The history of attention and focus?
1850s to 1920s
In James’ time, the only method available to study attention was introspection. Very little progress was made in quantifying the study of attention, though it was considered a major field of intellectual inquiry by such diverse authors as Sigmund Freud, Walter Benjamin, and Max Nordau. For example, one major debate in this period was whether it was possible to attend to two things at once (split attention). Some thinkers felt that they were unable to do so, and other thinkers felt that they could. Without experiments, it was impossible to settle the debate.
1920s to 1950s
From the 1920s to the 1950s, the field of attention was relatively inactive. The dominant psychological paradigm at the time was Behaviorism. This view was defined by an epistemology called Positivism, which does not permit assumptions about processes that cannot be observed directly (e.g. cognitive processes, gravitational forces in physics). Thus, the cognitive processes that govern attention were not considered legimitate objects of scientific study.
1950s to present
In the 1950s, psychologists renewed their interest in attention when the dominant epistomology shifted from Positivism to Realism during what has come to be known as the cognitive revolution (Harré, 2002). The cognitive revolution admitted unobservable cognitive processes like attention as legitimate objects of scientific study.
Cherry and Broadbent, among others, performed experiments on dichotic listening. In a typical experiment, subjects would listen to two streams of words in different ears of a set of headphones, and selectively attend to one stream. After the task, the experimenter would ask the subjects questions about the content of the unattended stream.
Main article: Dichotic listening studies in attention
During this period, the major debate was between early-selection models and late-selection models. In the early selection models, attention shuts down processing in the unattended ear before the mind can analyze its semantic content. In the late selection models, the content in both ears is analyzed semantically, but the words in the unattended ear cannot access consciousness. This debate has still not been resolved.
In the 1960s, Anne Treisman began developing the highly influential Feature integration theory (first published under this in a paper with G. Gelade in 1980). According to this model, attention is responsible for binding different features into consciously experienced wholes. Although this model has received much criticism, it is still widely accepted or held up with modifications as in Jeremy Wolfe’s visual search paradigm.

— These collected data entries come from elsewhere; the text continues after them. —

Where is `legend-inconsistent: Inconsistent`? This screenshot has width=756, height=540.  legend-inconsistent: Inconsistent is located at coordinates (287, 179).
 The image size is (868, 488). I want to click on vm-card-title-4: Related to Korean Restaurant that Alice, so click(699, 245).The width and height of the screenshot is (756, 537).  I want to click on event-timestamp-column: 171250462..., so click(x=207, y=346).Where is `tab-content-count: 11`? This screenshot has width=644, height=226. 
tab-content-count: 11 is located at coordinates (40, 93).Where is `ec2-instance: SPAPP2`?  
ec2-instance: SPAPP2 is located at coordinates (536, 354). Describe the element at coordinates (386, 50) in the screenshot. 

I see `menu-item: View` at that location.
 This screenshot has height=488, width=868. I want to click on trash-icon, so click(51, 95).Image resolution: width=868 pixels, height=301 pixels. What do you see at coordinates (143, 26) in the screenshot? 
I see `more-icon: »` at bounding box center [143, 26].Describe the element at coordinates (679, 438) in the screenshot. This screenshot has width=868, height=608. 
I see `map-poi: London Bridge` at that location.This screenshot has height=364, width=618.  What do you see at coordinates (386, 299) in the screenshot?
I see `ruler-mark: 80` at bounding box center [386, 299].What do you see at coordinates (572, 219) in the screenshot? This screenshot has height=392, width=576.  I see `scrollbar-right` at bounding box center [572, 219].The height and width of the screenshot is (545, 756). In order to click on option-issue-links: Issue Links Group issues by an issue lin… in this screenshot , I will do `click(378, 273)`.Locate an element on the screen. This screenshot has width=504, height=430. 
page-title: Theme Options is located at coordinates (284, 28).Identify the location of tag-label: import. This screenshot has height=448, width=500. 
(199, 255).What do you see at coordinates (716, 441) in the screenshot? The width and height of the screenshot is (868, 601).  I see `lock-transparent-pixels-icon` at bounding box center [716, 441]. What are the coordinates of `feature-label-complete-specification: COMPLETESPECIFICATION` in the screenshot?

In the 1960s, Robert Wurtz at the NIH began recording electrical signals from the brains of macaque monkeys who were trained to perform attentional tasks. These experiments showed for the first time that there was a direct neural correlate of a mental process (namely, enhanced firing in the superior colliculus).
In the 1990s, psychologists began using PET and later MRI to image the brain in attentive tasks. Because of the highly expensive equipment that was generally only available in hospitals, psychologists sought for cooperation with neurologists. Pioneers of brain imaging studies of selective attention are psychologist Michael I. Posner (then already renown for his seminal work on visual selective attention) and neurologist Marcus Raichle.[How to reference and link to summary or text] Their results soon sparked interest from the entire neuroscience community in these psychological studies, which had until then focused on monkey brains. With the development of these technological innovations neuroscientists became interested in this type of research that combines sophisticated experimental paradigms from cognitive psychology with these new brain imaging techniques. Although the older technique of EEG had long been to study the brain activity underlying selective attention by cognitive psychophysiologists, the ability of the newer techniques to actually measure precisely localized activity inside the brain generated renewed interest by a wider community of researchers. The results of these experiments have shown a broad agreement with the psychological, psychophysiological and monkey literature.